ISSUE 10: SPRING 2010

Three Poems

  Commute And the afternoon puts on a brave face, puts up a collar against the cold. Two days ago, the weathervane found a new direction— it’s still pointing there, unfazed. There’s smoke, and then there’s smoke. On the street corner, a woman’s wide mouth is a church organ. Pedestrians scatter: one by one they slip through the sidewalk grates. I’m left with a fistful of weeds, a stomach full of ideas small as buttons. The tailor tells me they’ll never hold, but I’m optimistic.   Gone Fishing [tab5]I’ve talked to my eye-[/tab5] care specialist and he assures me that the stars are not asterisks to my thoughts. How does he stay so organized? I have to stop myself from lunging at mirrors and wheel spokes, windows— I wonder what they taste like. Oysters come to mind, dense as cold spoons. Or lemons. The kitchen sink is full of dishwater and it’s starting to rise. One of these days I’ll lose an arm. A fingernail. I’ll be a real catch.   Swimmer's Ear Three down: laps speak in the exotic drone of helicopters, old refrigerators and warm beer.

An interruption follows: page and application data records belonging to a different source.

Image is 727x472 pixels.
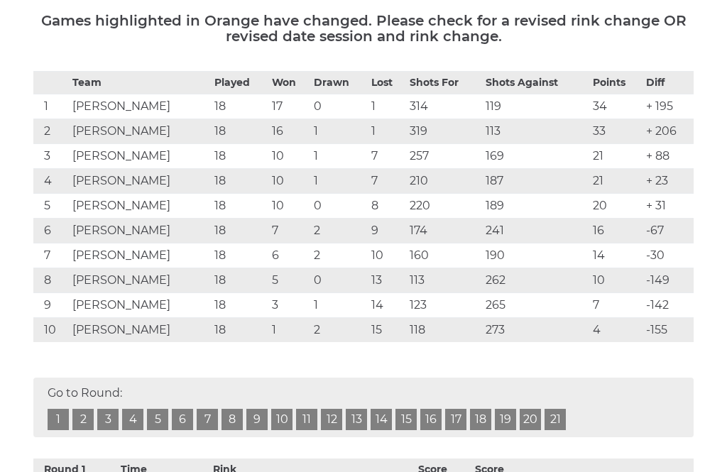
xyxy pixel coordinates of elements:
[211,294,268,319] td: 18
[211,319,268,343] td: 18
[33,244,69,269] td: 7
[406,319,482,343] td: 118
[310,145,368,170] td: 1
[33,294,69,319] td: 9
[310,244,368,269] td: 2
[211,72,268,95] th: Played
[69,244,211,269] td: [PERSON_NAME]
[33,13,693,45] h5: Games highlighted in Orange have changed. Please check for a revised rink change OR revised date ...
[69,145,211,170] td: [PERSON_NAME]
[310,120,368,145] td: 1
[69,95,211,120] td: [PERSON_NAME]
[589,145,643,170] td: 21
[197,409,218,431] a: 7
[406,170,482,194] td: 210
[122,409,143,431] a: 4
[642,95,693,120] td: + 195
[268,219,310,244] td: 7
[310,95,368,120] td: 0
[69,170,211,194] td: [PERSON_NAME]
[310,219,368,244] td: 2
[211,145,268,170] td: 18
[172,409,193,431] a: 6
[368,120,406,145] td: 1
[211,219,268,244] td: 18
[268,269,310,294] td: 5
[368,145,406,170] td: 7
[310,72,368,95] th: Drawn
[33,170,69,194] td: 4
[642,72,693,95] th: Diff
[482,95,589,120] td: 119
[310,194,368,219] td: 0
[321,409,342,431] a: 12
[589,72,643,95] th: Points
[310,294,368,319] td: 1
[482,194,589,219] td: 189
[406,95,482,120] td: 314
[211,170,268,194] td: 18
[368,294,406,319] td: 14
[406,145,482,170] td: 257
[482,294,589,319] td: 265
[589,120,643,145] td: 33
[33,378,693,438] div: Go to Round:
[33,95,69,120] td: 1
[221,409,243,431] a: 8
[406,269,482,294] td: 113
[589,194,643,219] td: 20
[69,72,211,95] th: Team
[368,319,406,343] td: 15
[310,170,368,194] td: 1
[33,319,69,343] td: 10
[370,409,392,431] a: 14
[69,194,211,219] td: [PERSON_NAME]
[211,244,268,269] td: 18
[642,244,693,269] td: -30
[268,145,310,170] td: 10
[519,409,541,431] a: 20
[268,170,310,194] td: 10
[268,244,310,269] td: 6
[420,409,441,431] a: 16
[268,319,310,343] td: 1
[368,219,406,244] td: 9
[642,194,693,219] td: + 31
[69,319,211,343] td: [PERSON_NAME]
[211,120,268,145] td: 18
[211,194,268,219] td: 18
[482,170,589,194] td: 187
[72,409,94,431] a: 2
[642,219,693,244] td: -67
[33,145,69,170] td: 3
[482,120,589,145] td: 113
[482,319,589,343] td: 273
[368,95,406,120] td: 1
[296,409,317,431] a: 11
[445,409,466,431] a: 17
[368,194,406,219] td: 8
[589,170,643,194] td: 21
[642,319,693,343] td: -155
[642,170,693,194] td: + 23
[482,244,589,269] td: 190
[482,269,589,294] td: 262
[268,194,310,219] td: 10
[268,95,310,120] td: 17
[33,194,69,219] td: 5
[642,120,693,145] td: + 206
[271,409,292,431] a: 10
[33,120,69,145] td: 2
[368,269,406,294] td: 13
[346,409,367,431] a: 13
[97,409,119,431] a: 3
[268,120,310,145] td: 16
[69,120,211,145] td: [PERSON_NAME]
[482,145,589,170] td: 169
[406,244,482,269] td: 160
[33,269,69,294] td: 8
[495,409,516,431] a: 19
[69,269,211,294] td: [PERSON_NAME]
[268,294,310,319] td: 3
[368,244,406,269] td: 10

Today, I listen for the knife sharpener’s bell from the back yard—hold my breath until the truck passes, then lick the lawnmower’s rusty blades clean, my arms flailing like a waxwing’s wings. I’m the pedestrian wandering the bottom of the seashell, waiting to be put up to someone’s ear. Can you hear me?

About the author

Leigh Nash works as a non-profit administrator and a partner in the editing firm Re:word Communications. She holds an MFA in creative writing, is a co-founder of the chapbook press The Emergency Response Unit, an executive member of the Scream Literary Festival, and a member of the Meet the Presses Collective. Her first collection of poetry, Goodbye, Ukulele, is forthcoming from Mansfield Press.